(Collected data)

--

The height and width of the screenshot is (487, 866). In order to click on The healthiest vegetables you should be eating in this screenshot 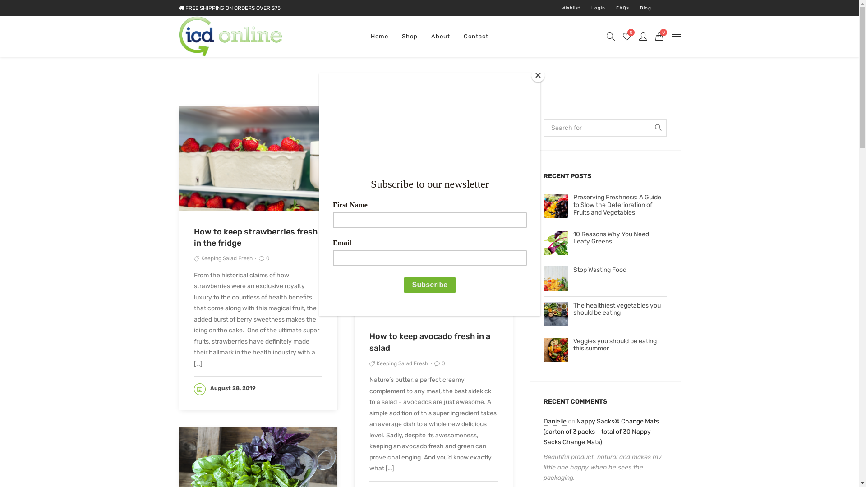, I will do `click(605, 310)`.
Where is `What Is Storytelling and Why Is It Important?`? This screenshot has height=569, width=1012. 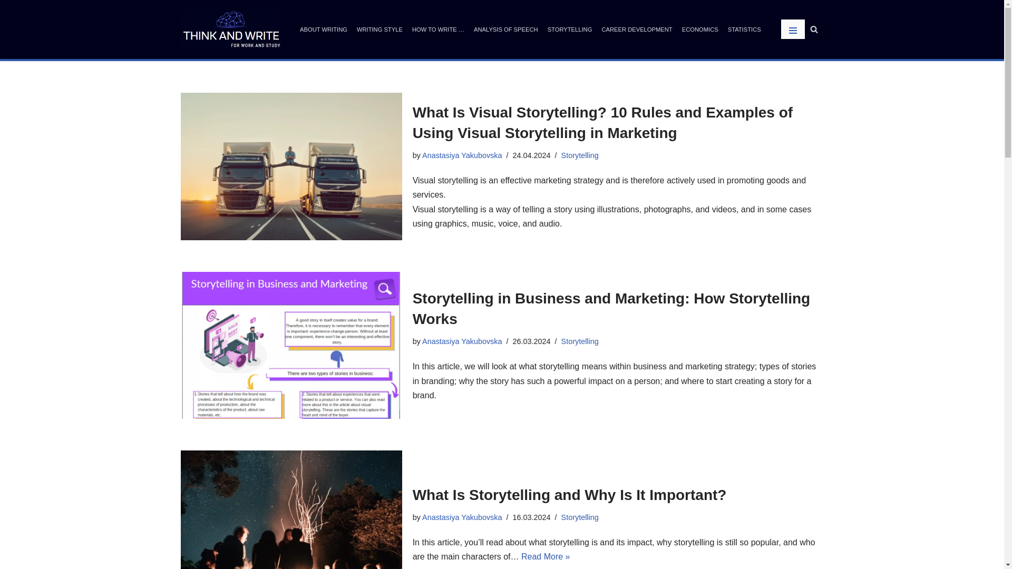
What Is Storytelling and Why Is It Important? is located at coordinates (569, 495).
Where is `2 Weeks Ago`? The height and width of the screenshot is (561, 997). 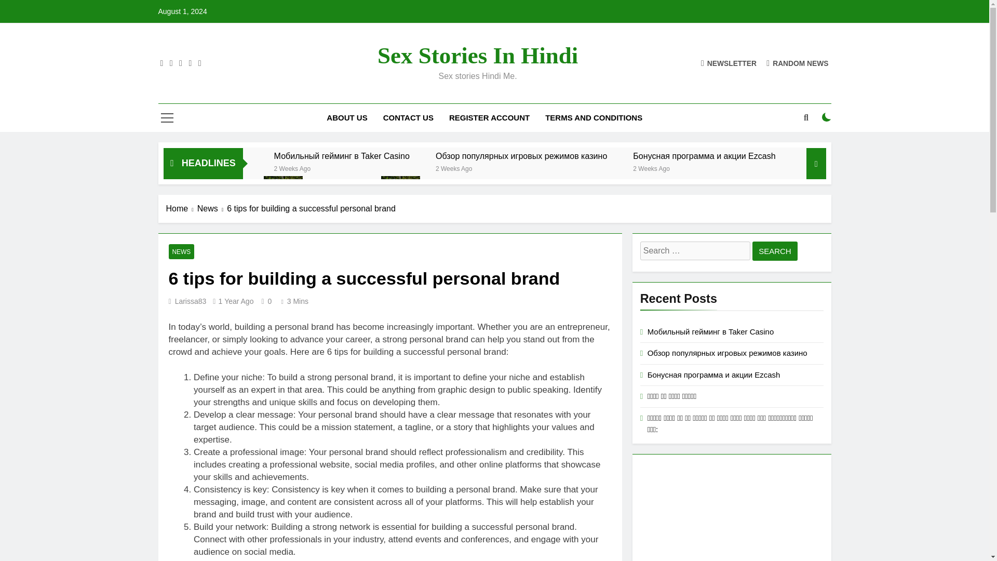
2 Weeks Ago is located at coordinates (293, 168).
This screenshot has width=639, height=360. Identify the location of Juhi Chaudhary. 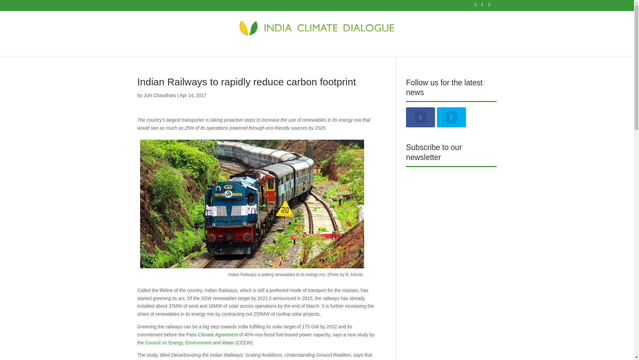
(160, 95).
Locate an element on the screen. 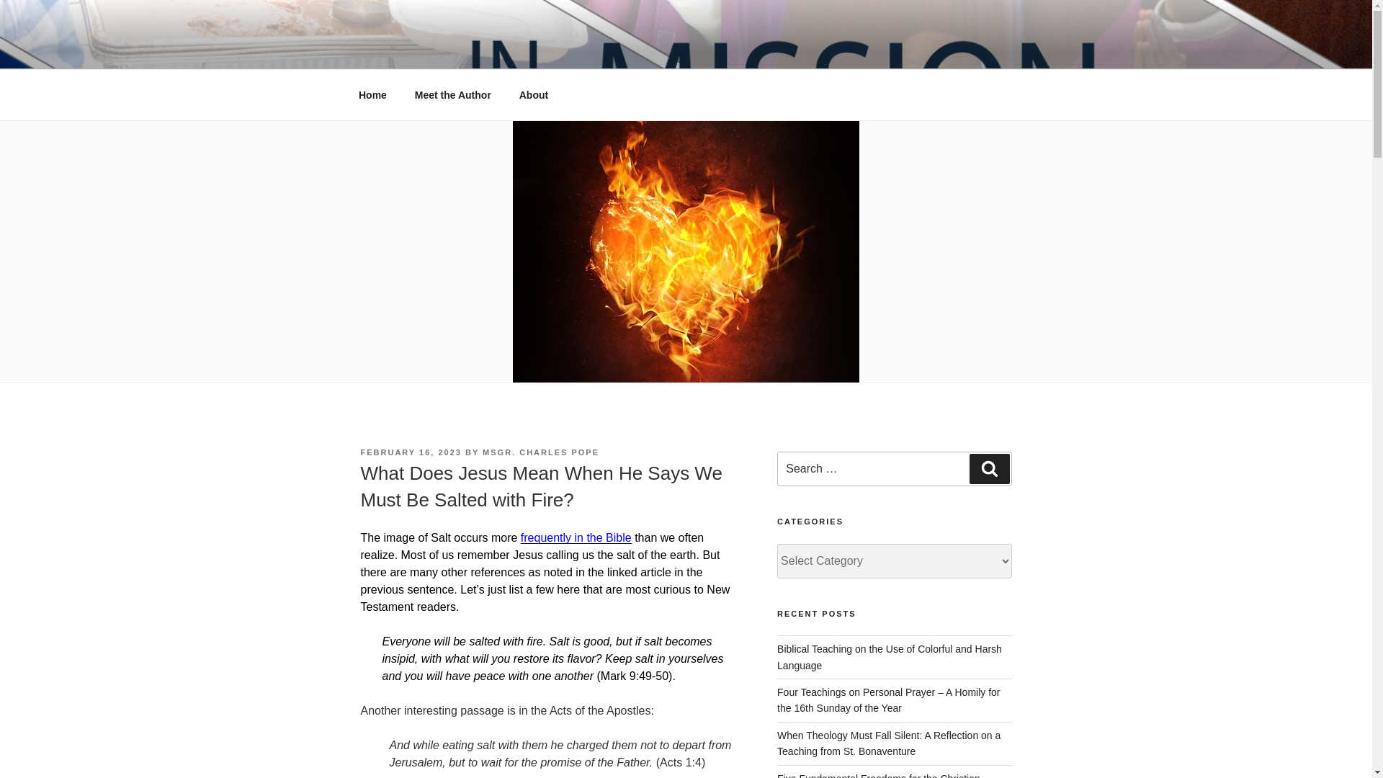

--

**WHAT YOU HAVE TO DO:**
Find the line that contains "This screenshot has width=639, height=360." and repeat it, along with every line after it to the end of the data, exactly; drop the pictures.

**WRITTEN RESPONSE:**
This screenshot has width=639, height=360. Identify the location of Juhi Chaudhary. 
(160, 95).
Locate an element on the screen. 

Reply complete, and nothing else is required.